Well, I'm sorry, but cryonics is not fun. How can it be? We are a small 
bunch of rebels fighting a dubious battle to avert personal oblivion. 
Along the way, those of us who are actively involved must witness our 
friends and acquaintances dying, first-hand. Moreover, we have absolutely 
no guarantee that our efforts to preserve them are going to work. We 
could be wasting our time. We don't think so, but we don't know, and we 
may never know.

Having said that, I will agree that with my friends in cryonics, I have 
enjoyed some good times. This however tends to manifest itself in black 
humor of the type enjoyed by paramedics. I remember, for instance, 
driving a cryonics ambulance back to the facility with a friend beside me 
and a dead person in the back, who had undergone autopsy and a day or so 
of warm ischemia, rendering his chances of future resuscitation dubious 
at best. We debated whether he would count as a passenger, enabling us to 
take the High Occupancy Vehicle express lane on the freeway (minimum: 3 
persons per vehicle). This of course was a classic case of humor (?) 
being used as a weapon against a situation that was so damned awful, it 
was very hard to cope with.

I can recount many similar examples of "fun" if people would enjoy them 
here, but someone I don't think that's what the original poster had in 
mind. 

From my perspective, there is entirely too much "feelgood cryonics" going 
on already--what I sometimes think of as the Alfred E. Neuman school, 
where the motto is, "What--me worry?" Often this is an unfortunate 
byproduct of faith in nanotechnology to save lives under any 
circumstances. Therefore, I would like to see more realism and less 
denial in cryonics, which probably means LESS "fun."

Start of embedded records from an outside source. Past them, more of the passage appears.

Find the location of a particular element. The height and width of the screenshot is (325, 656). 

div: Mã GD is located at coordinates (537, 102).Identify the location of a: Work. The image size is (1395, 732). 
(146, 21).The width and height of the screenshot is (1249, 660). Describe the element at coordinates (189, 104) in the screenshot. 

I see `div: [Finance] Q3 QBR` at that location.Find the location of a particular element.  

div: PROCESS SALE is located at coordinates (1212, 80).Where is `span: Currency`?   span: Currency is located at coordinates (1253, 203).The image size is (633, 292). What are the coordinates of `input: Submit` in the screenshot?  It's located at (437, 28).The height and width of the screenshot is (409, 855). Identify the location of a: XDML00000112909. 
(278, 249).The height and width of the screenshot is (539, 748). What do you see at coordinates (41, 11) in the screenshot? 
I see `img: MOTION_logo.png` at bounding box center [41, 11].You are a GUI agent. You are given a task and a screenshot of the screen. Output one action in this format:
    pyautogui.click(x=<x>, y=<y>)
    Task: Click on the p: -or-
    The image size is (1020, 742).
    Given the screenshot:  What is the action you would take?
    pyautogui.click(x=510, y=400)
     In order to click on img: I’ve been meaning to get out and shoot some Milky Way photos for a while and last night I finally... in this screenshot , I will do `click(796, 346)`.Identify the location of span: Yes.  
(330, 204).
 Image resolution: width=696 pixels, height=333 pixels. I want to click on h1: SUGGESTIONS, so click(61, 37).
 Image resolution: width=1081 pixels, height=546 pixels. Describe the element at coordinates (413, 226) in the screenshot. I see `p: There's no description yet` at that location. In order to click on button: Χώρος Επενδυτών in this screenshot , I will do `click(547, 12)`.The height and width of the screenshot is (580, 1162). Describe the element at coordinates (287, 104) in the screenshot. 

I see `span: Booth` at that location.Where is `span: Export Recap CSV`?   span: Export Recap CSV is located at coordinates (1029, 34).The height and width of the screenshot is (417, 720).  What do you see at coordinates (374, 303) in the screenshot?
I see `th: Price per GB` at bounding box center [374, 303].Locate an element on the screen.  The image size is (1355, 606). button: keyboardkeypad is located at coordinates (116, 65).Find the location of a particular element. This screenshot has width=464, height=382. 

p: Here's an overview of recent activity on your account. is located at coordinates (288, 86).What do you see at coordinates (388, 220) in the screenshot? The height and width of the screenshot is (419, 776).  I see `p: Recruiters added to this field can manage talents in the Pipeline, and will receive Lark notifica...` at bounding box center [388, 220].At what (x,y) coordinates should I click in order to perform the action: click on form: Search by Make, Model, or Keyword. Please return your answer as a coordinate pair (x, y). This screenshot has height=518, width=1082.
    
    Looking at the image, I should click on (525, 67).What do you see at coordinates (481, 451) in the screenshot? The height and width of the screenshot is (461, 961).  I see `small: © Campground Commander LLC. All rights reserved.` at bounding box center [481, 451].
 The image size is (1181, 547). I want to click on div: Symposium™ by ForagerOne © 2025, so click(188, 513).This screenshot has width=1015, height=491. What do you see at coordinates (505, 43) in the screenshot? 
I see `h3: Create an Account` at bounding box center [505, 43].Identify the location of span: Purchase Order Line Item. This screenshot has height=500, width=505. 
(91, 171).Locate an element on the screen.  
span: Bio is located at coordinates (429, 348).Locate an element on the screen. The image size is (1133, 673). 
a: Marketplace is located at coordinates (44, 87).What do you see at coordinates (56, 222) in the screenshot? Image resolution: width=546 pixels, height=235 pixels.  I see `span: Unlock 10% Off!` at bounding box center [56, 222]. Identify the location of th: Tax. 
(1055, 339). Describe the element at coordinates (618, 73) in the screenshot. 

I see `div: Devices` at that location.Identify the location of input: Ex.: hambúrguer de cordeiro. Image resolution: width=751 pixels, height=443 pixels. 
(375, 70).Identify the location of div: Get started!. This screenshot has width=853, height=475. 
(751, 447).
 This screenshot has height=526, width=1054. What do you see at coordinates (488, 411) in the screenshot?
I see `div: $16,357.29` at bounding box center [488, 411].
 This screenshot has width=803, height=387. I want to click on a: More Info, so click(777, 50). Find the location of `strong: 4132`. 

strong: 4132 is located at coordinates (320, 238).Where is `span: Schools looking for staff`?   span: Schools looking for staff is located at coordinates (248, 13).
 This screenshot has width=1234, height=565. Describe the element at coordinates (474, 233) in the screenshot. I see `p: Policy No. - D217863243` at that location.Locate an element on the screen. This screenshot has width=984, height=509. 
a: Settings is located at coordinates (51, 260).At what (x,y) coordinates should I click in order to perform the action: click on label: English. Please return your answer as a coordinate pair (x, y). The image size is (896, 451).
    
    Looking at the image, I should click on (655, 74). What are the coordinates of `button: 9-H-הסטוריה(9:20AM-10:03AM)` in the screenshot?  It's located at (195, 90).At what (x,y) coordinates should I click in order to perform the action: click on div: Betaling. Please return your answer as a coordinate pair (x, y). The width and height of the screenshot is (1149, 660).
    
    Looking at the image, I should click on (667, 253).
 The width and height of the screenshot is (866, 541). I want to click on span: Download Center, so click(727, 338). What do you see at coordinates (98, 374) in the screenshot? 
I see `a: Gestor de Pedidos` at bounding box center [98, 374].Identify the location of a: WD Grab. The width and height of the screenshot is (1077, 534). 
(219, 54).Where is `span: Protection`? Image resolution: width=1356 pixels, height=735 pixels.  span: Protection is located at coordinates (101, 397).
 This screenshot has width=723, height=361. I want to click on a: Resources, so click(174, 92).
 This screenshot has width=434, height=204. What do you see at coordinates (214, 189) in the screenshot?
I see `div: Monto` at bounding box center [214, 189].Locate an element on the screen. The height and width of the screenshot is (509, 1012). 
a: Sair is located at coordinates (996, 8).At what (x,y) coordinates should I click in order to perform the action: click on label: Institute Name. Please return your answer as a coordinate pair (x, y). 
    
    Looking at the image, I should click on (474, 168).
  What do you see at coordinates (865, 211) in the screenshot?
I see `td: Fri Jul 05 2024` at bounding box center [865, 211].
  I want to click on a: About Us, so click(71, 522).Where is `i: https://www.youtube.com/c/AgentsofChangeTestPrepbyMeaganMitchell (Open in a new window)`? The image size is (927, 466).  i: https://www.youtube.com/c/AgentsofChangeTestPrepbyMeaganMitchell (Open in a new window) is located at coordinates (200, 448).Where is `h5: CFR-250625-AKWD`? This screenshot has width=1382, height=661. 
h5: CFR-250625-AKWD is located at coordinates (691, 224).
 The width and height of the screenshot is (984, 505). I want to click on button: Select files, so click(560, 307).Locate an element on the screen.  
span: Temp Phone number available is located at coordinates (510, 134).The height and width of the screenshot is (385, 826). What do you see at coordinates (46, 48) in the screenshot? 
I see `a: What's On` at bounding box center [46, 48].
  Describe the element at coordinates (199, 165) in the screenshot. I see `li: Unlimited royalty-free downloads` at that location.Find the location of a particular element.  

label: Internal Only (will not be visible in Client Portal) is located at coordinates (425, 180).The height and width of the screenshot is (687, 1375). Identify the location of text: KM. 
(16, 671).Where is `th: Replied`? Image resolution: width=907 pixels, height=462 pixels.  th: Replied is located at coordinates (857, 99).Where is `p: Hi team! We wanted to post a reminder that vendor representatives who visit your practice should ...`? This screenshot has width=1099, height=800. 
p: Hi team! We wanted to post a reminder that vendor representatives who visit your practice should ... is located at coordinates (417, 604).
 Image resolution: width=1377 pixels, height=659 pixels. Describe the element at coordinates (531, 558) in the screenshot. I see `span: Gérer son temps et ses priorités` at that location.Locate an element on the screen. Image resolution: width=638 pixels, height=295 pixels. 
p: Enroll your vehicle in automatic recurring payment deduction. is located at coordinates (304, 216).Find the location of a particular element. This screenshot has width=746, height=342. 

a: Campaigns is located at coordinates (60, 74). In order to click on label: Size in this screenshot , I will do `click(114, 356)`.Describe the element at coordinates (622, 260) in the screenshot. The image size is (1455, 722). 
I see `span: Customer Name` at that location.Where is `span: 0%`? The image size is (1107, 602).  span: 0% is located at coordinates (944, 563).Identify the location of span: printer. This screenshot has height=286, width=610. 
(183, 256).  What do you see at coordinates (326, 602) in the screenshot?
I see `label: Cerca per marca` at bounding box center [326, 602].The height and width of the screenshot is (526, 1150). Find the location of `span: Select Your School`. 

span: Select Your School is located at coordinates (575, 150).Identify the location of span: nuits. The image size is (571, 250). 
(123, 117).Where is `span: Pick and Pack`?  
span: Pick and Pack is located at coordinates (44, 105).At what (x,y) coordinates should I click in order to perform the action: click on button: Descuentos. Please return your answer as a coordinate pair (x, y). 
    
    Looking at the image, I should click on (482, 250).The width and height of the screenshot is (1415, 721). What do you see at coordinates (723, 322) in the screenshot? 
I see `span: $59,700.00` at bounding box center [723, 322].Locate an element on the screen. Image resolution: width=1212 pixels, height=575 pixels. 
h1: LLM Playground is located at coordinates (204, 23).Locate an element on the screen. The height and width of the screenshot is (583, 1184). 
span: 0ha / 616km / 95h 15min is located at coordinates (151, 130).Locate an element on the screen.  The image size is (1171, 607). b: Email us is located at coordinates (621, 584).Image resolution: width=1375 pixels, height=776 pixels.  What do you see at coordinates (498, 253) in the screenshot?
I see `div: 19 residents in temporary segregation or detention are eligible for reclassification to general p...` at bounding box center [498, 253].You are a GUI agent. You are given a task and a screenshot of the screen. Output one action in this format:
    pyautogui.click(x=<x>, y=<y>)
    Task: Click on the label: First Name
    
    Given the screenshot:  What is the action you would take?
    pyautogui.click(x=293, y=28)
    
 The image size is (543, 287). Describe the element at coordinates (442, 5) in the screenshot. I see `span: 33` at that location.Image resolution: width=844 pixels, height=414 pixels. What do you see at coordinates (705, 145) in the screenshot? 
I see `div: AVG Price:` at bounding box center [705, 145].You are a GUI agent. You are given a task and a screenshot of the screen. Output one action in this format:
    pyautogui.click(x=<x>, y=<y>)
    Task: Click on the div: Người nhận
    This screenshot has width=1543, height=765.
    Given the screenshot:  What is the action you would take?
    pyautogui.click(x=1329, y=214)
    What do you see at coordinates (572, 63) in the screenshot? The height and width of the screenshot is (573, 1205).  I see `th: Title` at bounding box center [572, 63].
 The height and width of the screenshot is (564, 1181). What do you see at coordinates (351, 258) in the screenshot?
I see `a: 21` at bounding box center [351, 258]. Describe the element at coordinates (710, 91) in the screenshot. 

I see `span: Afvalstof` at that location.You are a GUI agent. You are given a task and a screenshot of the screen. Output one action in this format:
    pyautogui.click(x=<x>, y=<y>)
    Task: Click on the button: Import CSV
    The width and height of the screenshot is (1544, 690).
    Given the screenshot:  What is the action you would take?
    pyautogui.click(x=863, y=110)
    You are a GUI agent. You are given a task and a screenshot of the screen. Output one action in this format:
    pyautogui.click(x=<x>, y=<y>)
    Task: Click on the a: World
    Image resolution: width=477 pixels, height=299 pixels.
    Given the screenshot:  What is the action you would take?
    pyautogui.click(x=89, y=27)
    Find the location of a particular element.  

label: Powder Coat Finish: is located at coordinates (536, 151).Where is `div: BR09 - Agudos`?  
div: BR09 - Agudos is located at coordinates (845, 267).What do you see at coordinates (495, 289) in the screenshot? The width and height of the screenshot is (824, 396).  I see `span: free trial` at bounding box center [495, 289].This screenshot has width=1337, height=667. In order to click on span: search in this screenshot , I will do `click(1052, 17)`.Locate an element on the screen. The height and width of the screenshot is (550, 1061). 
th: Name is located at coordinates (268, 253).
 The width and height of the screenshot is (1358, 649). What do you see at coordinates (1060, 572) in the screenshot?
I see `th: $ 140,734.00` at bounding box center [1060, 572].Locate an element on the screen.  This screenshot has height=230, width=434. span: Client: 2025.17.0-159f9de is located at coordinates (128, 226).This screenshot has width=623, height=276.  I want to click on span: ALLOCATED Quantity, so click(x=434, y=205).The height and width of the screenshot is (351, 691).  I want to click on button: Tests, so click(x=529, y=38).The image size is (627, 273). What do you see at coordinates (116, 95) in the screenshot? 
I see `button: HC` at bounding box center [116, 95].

Outside of cryonics, of course, I have a great deal of fun. Indeed, my
life has been primarily a pursuit of pleasure as opposed to drudgery, and
I enjoy every day. Currently I have a job that requires me to work less
than half the time, and the job itself enables me to travel and meet
fascinating people, whom I write about in the style of my choice, for a
magazine that values my work. Can't have much more fun than that! 

But I can think of many other news groups and mail lists that are better 
suited to sharing this kind of thing. Here, we're stuck with cryonics, 
and if you think cryonics is fun, I suggest you are fooling yourself.